A federal judge has scheduled a July 28 hearing on the town of Aquinnah’s bid for a court order to block all construction work converting a community center into a gambling facility by the Wampanoag Tribe of Gay Head (Aquinnah).

The town asked U.S. District Judge F. Dennis Saylor IV for a hearing “at the court’s earliest convenience” to preserve the status quo until the judge rules on the underlying issue — summary judgment motions by both sides to settle whether the tribe has the right to build and operate the casino.

An August 12 hearing is scheduled for those motions.

In documents filed Tuesday, the town said it asked for the court order after the tribe rejected a cease and desist letter to stop any work at the community center.

The tribe has no unilateral right to reject such town oversight while the judge is considering that very issue, said town counsel Ronald H. Rappaport in a memorandum supporting the town’s motion for a temporary restraining order and/or a preliminary injunction.

“Until this court declares otherwise, the status quo is that the tribe must comply with town zoning and land-use laws, and this status quo be maintained,” he said.

Mr. Rappaport said failing to halt construction “will cause irreparable injury to the town, outweighing any possible injury to the tribal defendants” if a court order is issued.

That includes the tribe’s “decision to flout specific laws intended to protect public safety” through building inspections and the permitting process, the town said. The tribe has acknowledged it has no building inspector or health agent of its own, according to town’s motion.

The tribe has blasted the town’s bid to file for the court order, calling it ill-timed, a distraction and unnecessary. At the same time the tribe said it was prepared to defend its actions in court.

The legal fight over a gambling operation in Aquinnah intensified two weeks ago when tribal chairman Tobias Vanderhoop testified in a deposition that work on the building would begin July 6, without building permits from the town. The tribe had transferred control of the building to its gaming corporation and it would be “repurposed” as a casino, he said.

Mr. Vanderhoop and Cheryl Andrews-Maltais, head of the Aquinnah Wampanoag Gaming Corporation, told the Gazette that they planned for the facility to be open for business by the end of the year, if not sooner.

Town selectman then voted to send a cease and desist letter, in part because using the building as a casino violates town zoning. The tribe has rejected the letter’s directive, claiming the Indian Gaming Regulatory Act of 1988 empowers it to operate a gaming facility in the tribal building, regardless of state and local bans.

In the statement sent to news organizations Tuesday, the tribe said in fact it — not the town — would suffer the irreparable harm from a court order because “every day of delay in the project is another day of lost governmental revenue desperately needed for underfunded tribal programs for health care, housing, social services, education, police and fire protections, infrastructure, judiciary, etc., etc.”

The statement called the July 6 cease and desist letter ordering a halt to construction “spurious” and the bid for a court order a “minor distraction” from the summary judgment motions before Judge Saylor.

The tribe said the town has long known that work was proceeding on the casino building, but chose to file for a court order a month before Judge Saylor hears arguments. The statement was sent to the Gazette early Tuesday by Ms. Andrews-Maltais, who said it was composed by the tribe’s lawyers and tribe officials, including her.

The tribe said it is making improvements to the building “in compliance with applicable building codes” and it will be “properly inspected and certified to be code-compliant” before it’s open.

“There is nothing new here,” the tribe statement said. “The town has trumped up the ongoing work on the project to ‘instruct’ the tribe to stand down. Now the town is arguing that some emergency action needs to be taken to stop the tribe.”

Mr. Rappaport, Aquinnah’s counsel, declined to comment on the tribe’s statement except to say that the “town was unaware of construction activities until July 1,” the day of Mr. Vanderhoop’s deposition, which prompted town selectman to authorize the cease and desist letter. “The tribe is not complying with it, and we will be filing a motion for injunctive relief today,” the town attorney said.

Legal and political developments in the casino case have piled up during the past two weeks. Among them was news this week that tribal members who oppose the casino successfully petitioned for another vote by the tribe’s general membership to halt the gambling project in Aquinnah. That vote is scheduled for August 16.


__AIM OF THE TASK__
Could you please transcribe the data exactly, without the pictures?

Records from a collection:
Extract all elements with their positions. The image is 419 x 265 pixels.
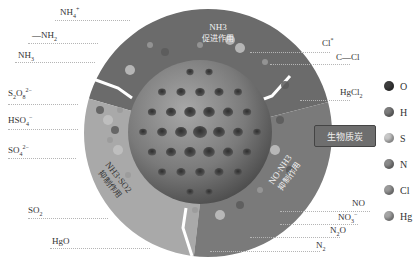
right-leader-line [280, 224, 358, 225]
molecule-atom [270, 145, 280, 155]
molecule-atom [161, 48, 169, 56]
pore [234, 89, 242, 96]
pore [205, 189, 212, 195]
legend-label: O [400, 81, 407, 92]
molecule-atom [107, 137, 113, 143]
pore [176, 88, 185, 96]
atom-sphere-icon [384, 185, 394, 195]
pore [158, 89, 166, 96]
legend-label: Hg [400, 211, 412, 222]
molecule-atom [235, 43, 245, 53]
molecule-atom [125, 172, 131, 178]
left-leader-line [55, 20, 130, 21]
molecule-atom [113, 145, 123, 155]
pore [148, 108, 156, 115]
segment-top-caption: NH3 促进作用 [190, 22, 246, 44]
legend-item-h: H [384, 106, 407, 118]
species-label-ccl: C—Cl [336, 52, 360, 62]
pore [186, 69, 193, 75]
atom-sphere-icon [384, 107, 394, 117]
species-label-hgcl2: HgCl2 [340, 87, 363, 97]
pore [166, 148, 176, 157]
left-leader-line [8, 129, 78, 130]
left-leader-line [28, 43, 98, 44]
legend-item-s: S [384, 132, 406, 144]
species-label-hso4: HSO4− [8, 115, 32, 125]
right-leader-line [300, 100, 350, 101]
pore [195, 168, 205, 176]
legend-item-hg: Hg [384, 210, 412, 222]
left-leader-line [8, 104, 78, 105]
right-leader-line [270, 64, 350, 65]
atom-sphere-icon [384, 159, 394, 169]
pore [214, 168, 223, 176]
pore [233, 128, 243, 136]
atom-sphere-icon [384, 211, 394, 221]
biochar-label: 生物质炭 [314, 125, 376, 147]
legend-item-cl: Cl [384, 184, 409, 196]
pore [253, 129, 261, 136]
pore [139, 129, 147, 136]
pore [223, 108, 233, 117]
left-leader-line [50, 248, 150, 249]
pore [186, 189, 193, 195]
legend-item-n: N [384, 158, 407, 170]
pore [148, 148, 156, 155]
molecule-atom [125, 65, 135, 75]
segment-top-line1: NH3 [190, 22, 246, 33]
legend-label: N [400, 159, 407, 170]
segment-top-line2: 促进作用 [190, 33, 246, 44]
molecule-atom [236, 201, 244, 209]
species-label-cl: Cl* [322, 38, 334, 48]
pore [223, 148, 233, 157]
pore [176, 168, 185, 176]
species-label-nh3: NH3 [18, 50, 34, 60]
pore [158, 169, 166, 176]
molecule-atom [103, 115, 113, 125]
pore [203, 147, 215, 157]
species-label-nh4: NH4+ [60, 7, 79, 17]
molecule-atom [111, 126, 119, 134]
pore [195, 88, 205, 96]
species-label-so2: SO2 [28, 205, 43, 215]
pore [184, 107, 196, 117]
pore [213, 127, 225, 137]
species-label-so4: SO42− [8, 145, 29, 155]
legend-label: Cl [400, 185, 409, 196]
left-leader-line [15, 62, 95, 63]
species-label-no3: NO3− [338, 212, 357, 222]
pore [166, 108, 176, 117]
molecule-atom [262, 59, 268, 65]
legend-label: S [400, 133, 406, 144]
pore [214, 88, 223, 96]
pore [234, 169, 242, 176]
pore [203, 107, 215, 117]
molecule-atom [215, 210, 225, 220]
molecule-atom [117, 107, 123, 113]
pore [243, 148, 251, 155]
pore [205, 69, 212, 75]
pore [175, 127, 187, 137]
pore [243, 108, 251, 115]
right-leader-line [250, 237, 340, 238]
species-label-nh2: —NH2 [32, 30, 57, 40]
molecule-atom [281, 81, 289, 89]
molecule-atom [192, 207, 198, 213]
species-label-n2o: N2O [330, 225, 346, 235]
left-leader-line [8, 158, 76, 159]
pore [193, 126, 207, 138]
species-label-hgo: HgO [52, 236, 70, 246]
pore [157, 128, 167, 136]
molecule-atom [147, 42, 153, 48]
atom-sphere-icon [384, 81, 394, 91]
atom-sphere-icon [384, 133, 394, 143]
right-leader-line [250, 52, 330, 53]
species-label-no: NO [352, 198, 365, 208]
biochar-mechanism-diagram: NH3 促进作用 NH3·SO2 抑制作用 NO·NH3 抑制作用 NH4+—N… [0, 0, 419, 265]
left-leader-line [28, 218, 108, 219]
legend-item-o: O [384, 80, 407, 92]
species-label-n2: N2 [316, 240, 326, 250]
molecule-atom [96, 106, 104, 114]
pore [184, 147, 196, 157]
legend-label: H [400, 107, 407, 118]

__COMPLETED EXERCISE__
Extract all elements with their positions. The image is 419 x 265 pixels.
right-leader-line [280, 224, 358, 225]
molecule-atom [270, 145, 280, 155]
molecule-atom [161, 48, 169, 56]
pore [234, 89, 242, 96]
pore [205, 189, 212, 195]
legend-label: O [400, 81, 407, 92]
molecule-atom [107, 137, 113, 143]
pore [176, 88, 185, 96]
atom-sphere-icon [384, 185, 394, 195]
pore [158, 89, 166, 96]
legend-label: Hg [400, 211, 412, 222]
molecule-atom [235, 43, 245, 53]
molecule-atom [125, 172, 131, 178]
left-leader-line [55, 20, 130, 21]
molecule-atom [113, 145, 123, 155]
pore [148, 108, 156, 115]
segment-top-caption: NH3 促进作用 [190, 22, 246, 44]
legend-item-h: H [384, 106, 407, 118]
species-label-ccl: C—Cl [336, 52, 360, 62]
pore [186, 69, 193, 75]
atom-sphere-icon [384, 107, 394, 117]
species-label-hgcl2: HgCl2 [340, 87, 363, 97]
pore [166, 148, 176, 157]
left-leader-line [8, 129, 78, 130]
left-leader-line [28, 43, 98, 44]
legend-item-s: S [384, 132, 406, 144]
species-label-hso4: HSO4− [8, 115, 32, 125]
right-leader-line [300, 100, 350, 101]
pore [195, 168, 205, 176]
legend-item-hg: Hg [384, 210, 412, 222]
left-leader-line [8, 104, 78, 105]
right-leader-line [270, 64, 350, 65]
atom-sphere-icon [384, 159, 394, 169]
pore [214, 168, 223, 176]
pore [233, 128, 243, 136]
atom-sphere-icon [384, 211, 394, 221]
biochar-label: 生物质炭 [314, 125, 376, 147]
legend-item-cl: Cl [384, 184, 409, 196]
pore [253, 129, 261, 136]
pore [139, 129, 147, 136]
pore [223, 108, 233, 117]
left-leader-line [50, 248, 150, 249]
pore [186, 189, 193, 195]
legend-item-n: N [384, 158, 407, 170]
pore [148, 148, 156, 155]
molecule-atom [125, 65, 135, 75]
segment-top-line1: NH3 [190, 22, 246, 33]
legend-label: N [400, 159, 407, 170]
segment-top-line2: 促进作用 [190, 33, 246, 44]
molecule-atom [236, 201, 244, 209]
species-label-cl: Cl* [322, 38, 334, 48]
pore [223, 148, 233, 157]
pore [176, 168, 185, 176]
species-label-nh3: NH3 [18, 50, 34, 60]
pore [158, 169, 166, 176]
molecule-atom [103, 115, 113, 125]
pore [203, 147, 215, 157]
species-label-nh4: NH4+ [60, 7, 79, 17]
molecule-atom [111, 126, 119, 134]
pore [195, 88, 205, 96]
species-label-so2: SO2 [28, 205, 43, 215]
pore [184, 107, 196, 117]
pore [213, 127, 225, 137]
species-label-so4: SO42− [8, 145, 29, 155]
legend-label: Cl [400, 185, 409, 196]
left-leader-line [15, 62, 95, 63]
species-label-no3: NO3− [338, 212, 357, 222]
pore [166, 108, 176, 117]
molecule-atom [262, 59, 268, 65]
legend-label: S [400, 133, 406, 144]
pore [214, 88, 223, 96]
pore [234, 169, 242, 176]
pore [203, 107, 215, 117]
molecule-atom [215, 210, 225, 220]
molecule-atom [117, 107, 123, 113]
pore [243, 148, 251, 155]
pore [205, 69, 212, 75]
pore [175, 127, 187, 137]
pore [243, 108, 251, 115]
right-leader-line [250, 237, 340, 238]
species-label-nh2: —NH2 [32, 30, 57, 40]
molecule-atom [281, 81, 289, 89]
molecule-atom [192, 207, 198, 213]
species-label-n2o: N2O [330, 225, 346, 235]
left-leader-line [8, 158, 76, 159]
pore [193, 126, 207, 138]
species-label-hgo: HgO [52, 236, 70, 246]
pore [157, 128, 167, 136]
molecule-atom [147, 42, 153, 48]
atom-sphere-icon [384, 81, 394, 91]
atom-sphere-icon [384, 133, 394, 143]
right-leader-line [250, 52, 330, 53]
species-label-no: NO [352, 198, 365, 208]
biochar-mechanism-diagram: NH3 促进作用 NH3·SO2 抑制作用 NO·NH3 抑制作用 NH4+—N… [0, 0, 419, 265]
left-leader-line [28, 218, 108, 219]
legend-item-o: O [384, 80, 407, 92]
species-label-n2: N2 [316, 240, 326, 250]
molecule-atom [96, 106, 104, 114]
pore [184, 147, 196, 157]
legend-label: H [400, 107, 407, 118]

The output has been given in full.